DHE was released rapidly from chitosan nanoparticles under in vitro sink conditions. The hydrophilic nature of chitosan is the most likely variable affecting DHE release from the nanoparticles. Chitosan has been shown to improve the dissolution of poorly water-soluble drugs [50, 51] by allowing an aqueous dissolution medium to access and dissolve the drug. Another factor could be that DHE was loaded into the CS-NPs near the surface. On the other hand, one might suggest that the main reason for this burst release of DHE from nanoparticles is its detachment from the polymer matrix due to repulsion.

Chitosan nanoparticles significantly enhanced in vivo DHE systemic absorption after i.n. administration (absolute bioavailability = 82.5 ± 12.3) when compared to i.v. dosing of DHE solution and to i.n. DHE solution , although both i.n. solution and i.n. chitosan nanoparticles were absorbed quite rapidly.

When administering intranasal DHE in rats, limited nostril capacity limits the amount of drug absorbed through the nostrils, with 35%–40% absolute bioavailability [52], which is in the typical range of bioavailability for most intranasal DHE formulations [53]. Thus, chitosan nanoparticles as a delivery system for DHE enhanced absorption, most likely through the demonstrated ability of chitosan to adhere to mucosal tissues [45, 5459]. However, chitosan’s increased surface area [60] and the ability to open tight junctions [61] can also improve absorption. Rapid absorption through the nasal mucosa would be beneficial when attempting to quickly dose an uncooperative patient while avoiding injections, which often leads to patient noncompliance.

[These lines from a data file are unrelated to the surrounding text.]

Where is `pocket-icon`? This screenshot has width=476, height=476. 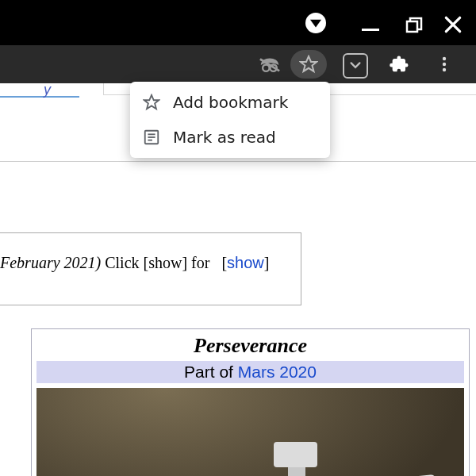
pocket-icon is located at coordinates (355, 66).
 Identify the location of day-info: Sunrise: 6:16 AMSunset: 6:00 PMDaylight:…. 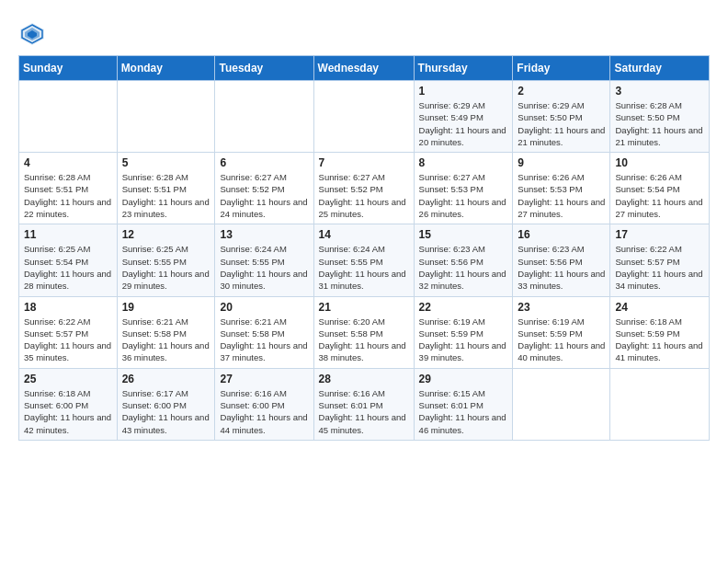
(264, 412).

The collected data showed that NP preparation has a superior bioavailability enhancement compared to conventional nasal solution preparation. In addition to chitosan’s mucoadhesive properties, its positive charge interacts with the anions on the mucus membrane surface to increase retention time, improving the drug absorption [62, 63].

The pharmacokinetic parameters ultimately demonstrate the concept of absolute bioavailability improvement. DHE CS-NPs’ half-life (14.12 min) is higher than the solution (10.86 min), which indicates a longer therapeutic time. Studies have found the half-life of DHE after i.v. injection in beagle dogs to be 40.79 (0.5 mg)–70.13 min (1.0 mg) [64] and 104.42 minutes (2.0 mg i.v. injection) [65]. The pharmacokinetics of DHE after i.n. and i.v. administration in rats was analyzed. Chitosan nanoparticles demonstrated potential for intranasal administration of DHE due to increased absorption compared to that of i.n. solution. Although both formulations reached maximum concentration within the same timeframe, CS-NPs followed a pattern of greater release. Rapid drug absorption is of particular benefit in migraines where patients require rapid relief or when a dose is missed. Furthermore, the preparation of DHE from chitosan nanoparticles appears to have overcome the slow onset of action which has been demonstrated with DHE [66]. Due to the sensitivity of the nasal mucosa, prophylactic nasal administration of DHE should be used with caution. Further clinical evaluation is warranted to determine the optimal dosing strategy of DHE CS-NPs for rapid relief of migraine.

5. Conclusion

Formulating DHE into chitosan nanoparticles has the potential to improve the systemic absorption of the drug by around 55%, resulting in a more rapid onset of action with a greater systemic bioavailability over DHE intranasal solution. This formulation could benefit migraine patients with improved pain relief, but it would need further clinical evaluation to illustrate its value.

Data Availability

The data used to support the findings of this study are available from the corresponding author upon request.

Conflicts of Interest

The authors declare that they have no conflicts of interest.

Acknowledgments

This research was partially funded by the Deanship of Research at Jordan University of Science and Technology.